5 things that help your home coffee taste better
The five, at a glance
1Grind the beans just before you brew2Use the right coffee-to-water ratio3Get the water temperature right4Clean your equipment more than you think5Start with fresh beans — and better waterGrind the beans just before you brew
Ground coffee goes stale fast — the surface area that makes flavour also lets it escape within minutes. Grinding right before brewing is the single biggest upgrade for most home cups, which is why it tops the National Coffee Association's guidance.
National Coffee Association · How to brew coffee
Use the right coffee-to-water ratio
Weak or harsh coffee is usually just the wrong ratio.
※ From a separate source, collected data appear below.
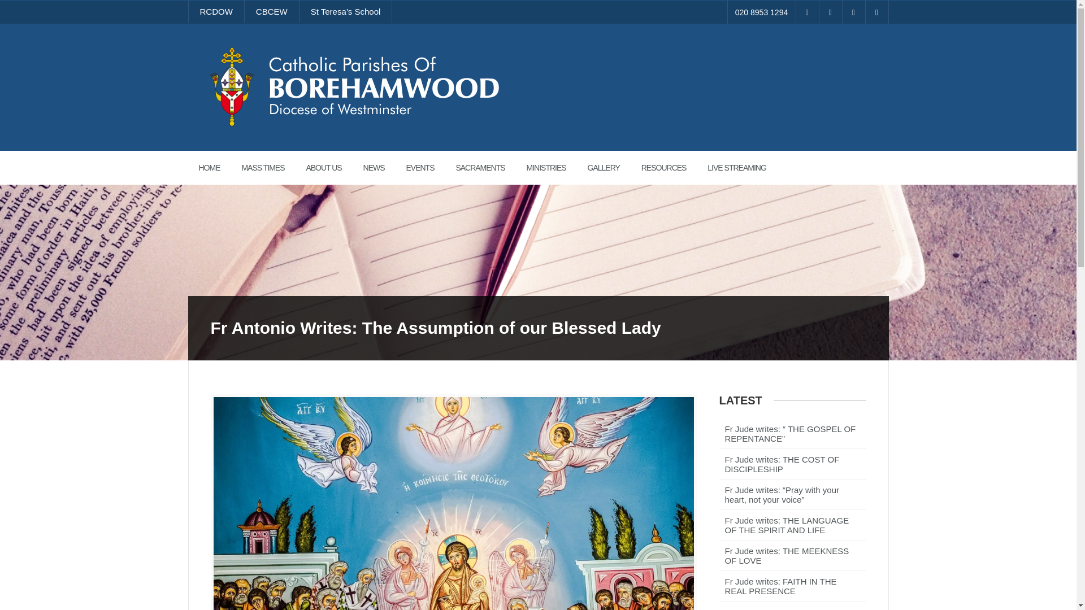 The width and height of the screenshot is (1085, 610). I want to click on RESOURCES, so click(664, 167).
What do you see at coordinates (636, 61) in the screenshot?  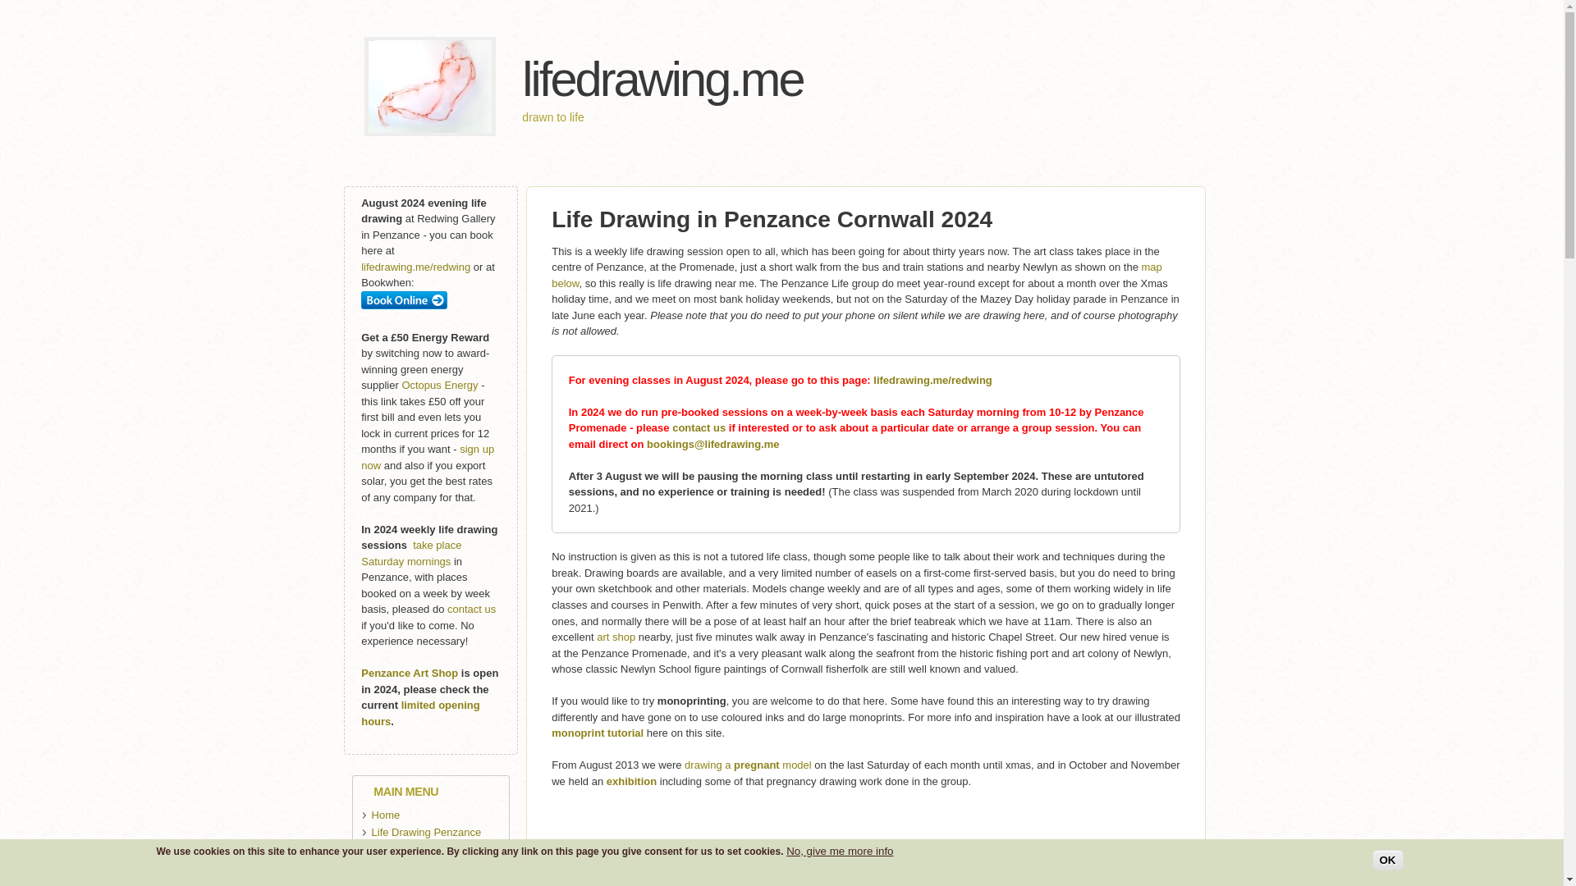 I see `lifedrawing.me` at bounding box center [636, 61].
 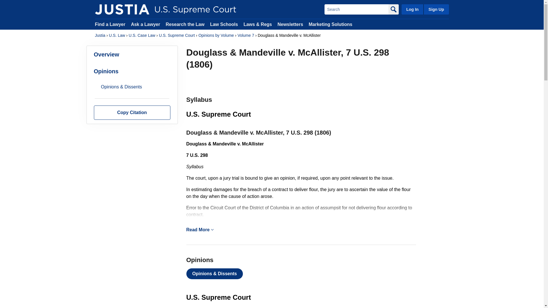 I want to click on Research the Law, so click(x=185, y=24).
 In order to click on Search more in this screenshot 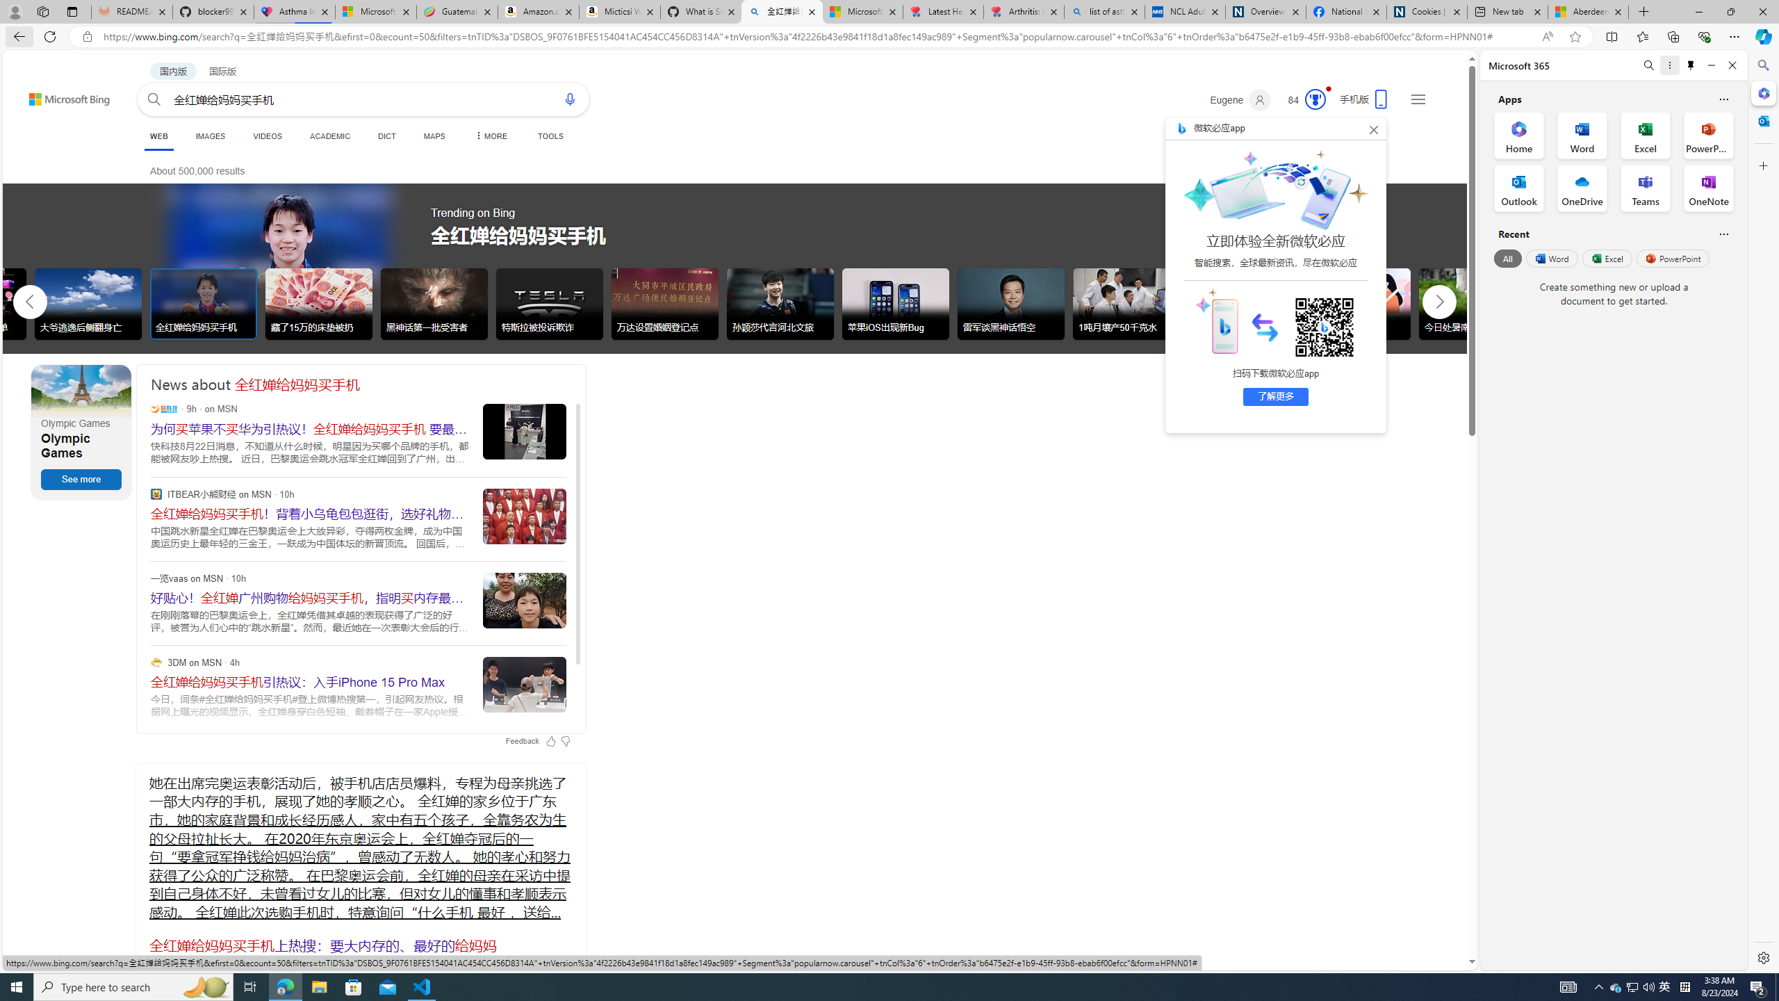, I will do `click(1441, 920)`.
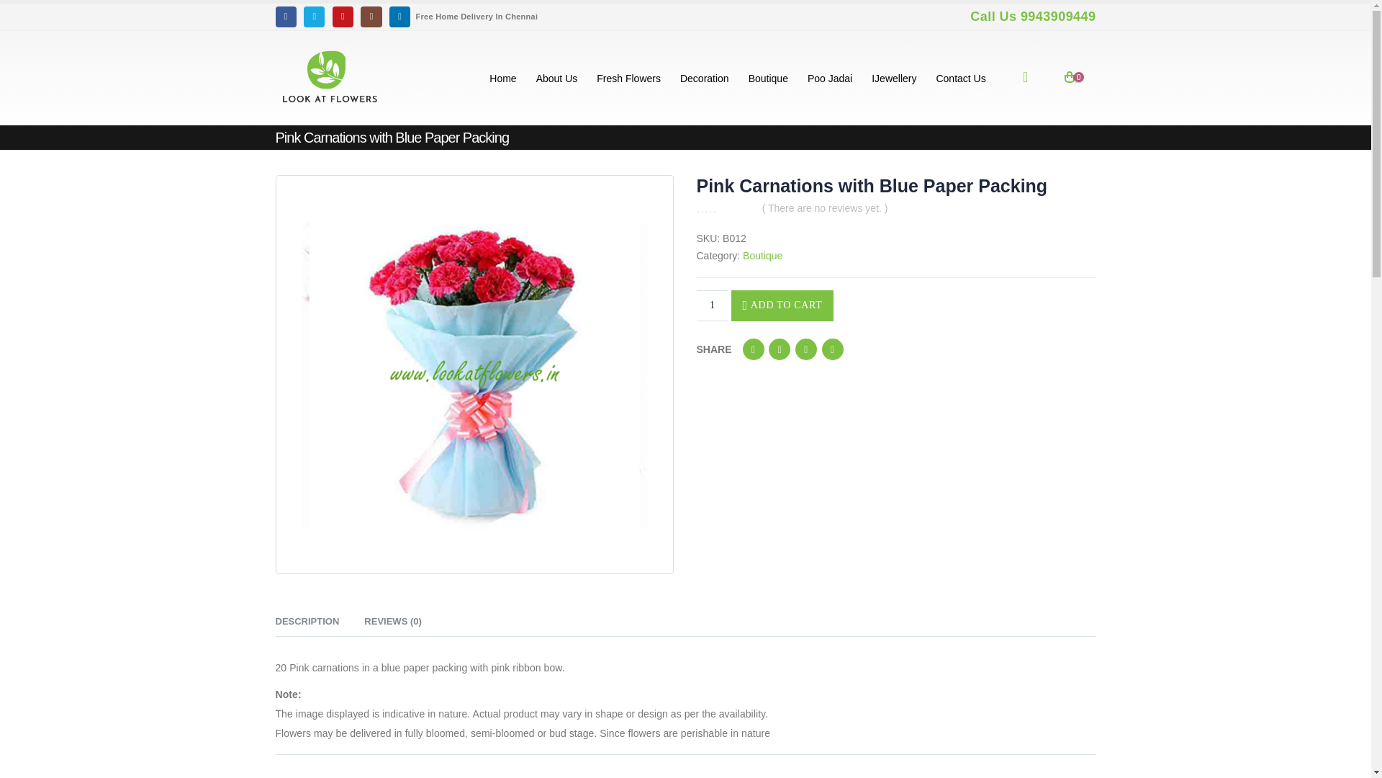 The height and width of the screenshot is (778, 1382). Describe the element at coordinates (832, 348) in the screenshot. I see `Pinterest` at that location.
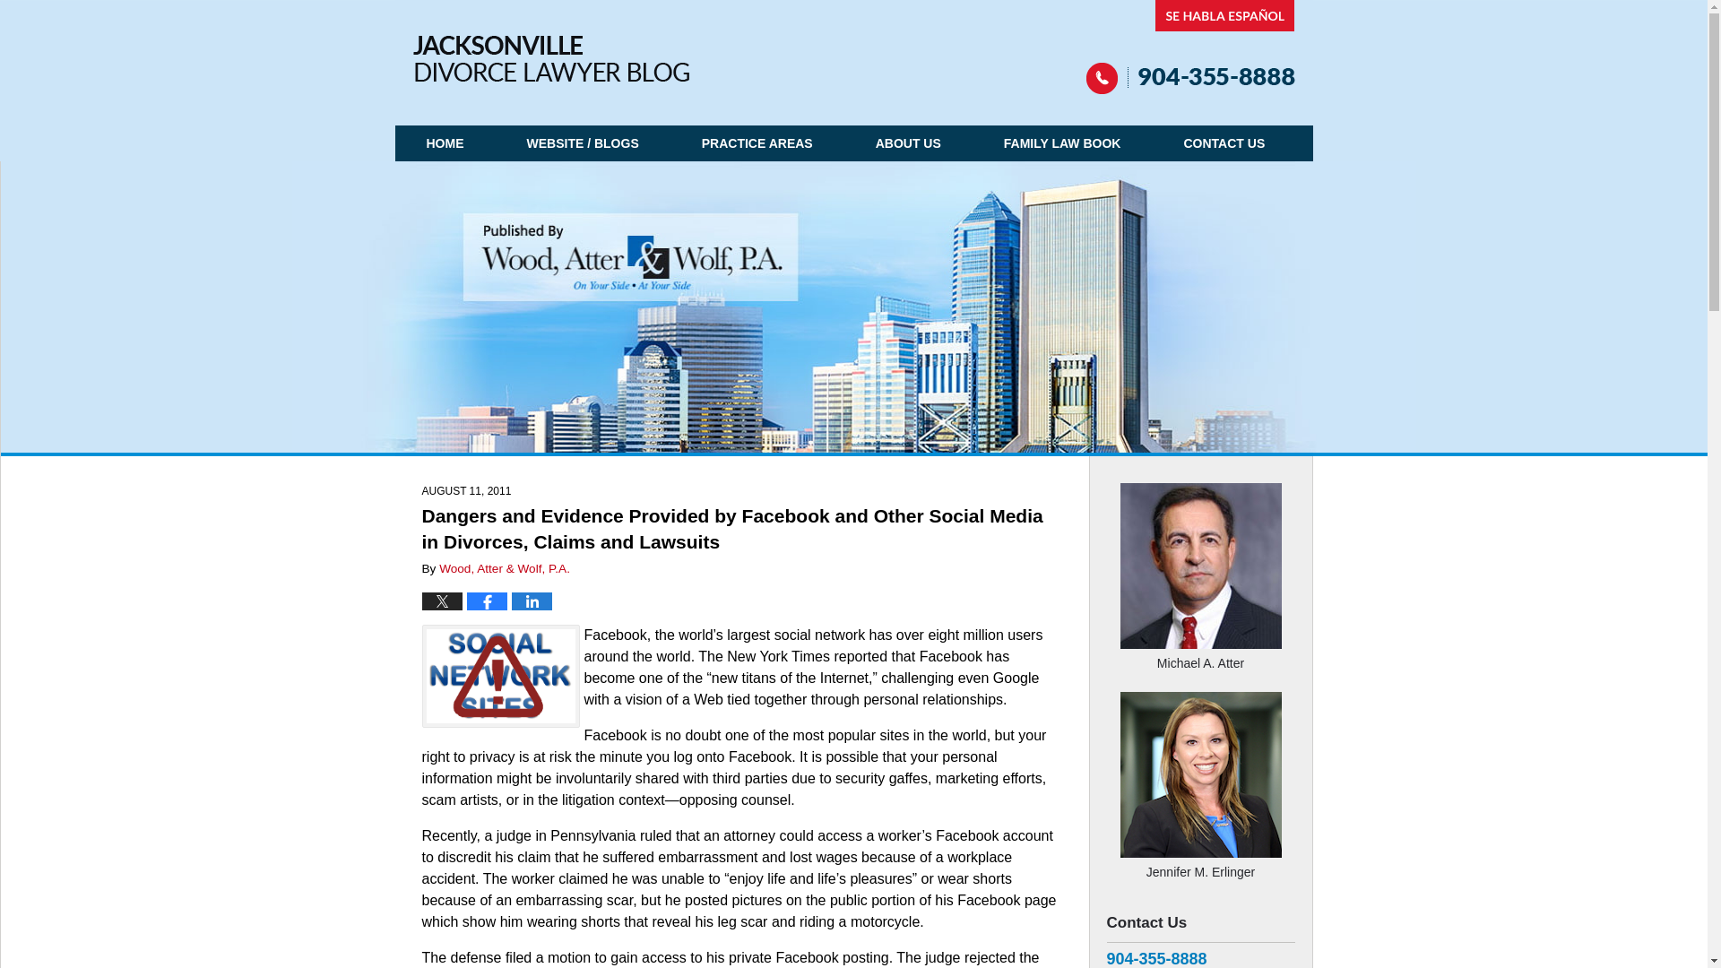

The Specialty Coffee Association's golden ratio is about 1 gram of coffee to 18 grams of water — roughly 55g per litre — as a starting point you then nudge to taste.
Specialty Coffee Association · Golden ratio
Get the water temperature right
Boiling water scorches coffee and pulls out bitterness; too cool and it tastes flat and sour. The sweet spot is about 90–96°C — just off the boil.
National Coffee Association · How to brew coffee
Clean your equipment more than you think
Coffee oils build up and go rancid, and that stale, bitter film taints every fresh brew. A machine or press that "tastes off" is usually just dirty.
Start with fresh beans — and better water
Beans are best within a few weeks of their roast date, not their best-before date, and since a cup is ~98% water, heavily chlorinated tap water comes through in the taste. Love your coffee freely — just mind your caffeine timing so it does not cost you sleep.
National Coffee Association · How to brew coffee
What didn't make the list
Great beans cannot survive rancid equipment or boiling water. Fix the grind, ratio, temperature and cleanliness first — they matter more than the price of the bag.
Repeated temperature swings and moisture wreck beans. A sealed container in a cool, dark cupboard beats the freezer for everyday use.
Questions people ask
They are the two upgrades that change the cup most, but you can get a long way first by fixing your ratio and water temperature with what you have. Add the grinder before the fancy beans.
Grinding fresh, or if you already do, dialling in the ratio with a scale. Both cost little and fix the most common faults at once.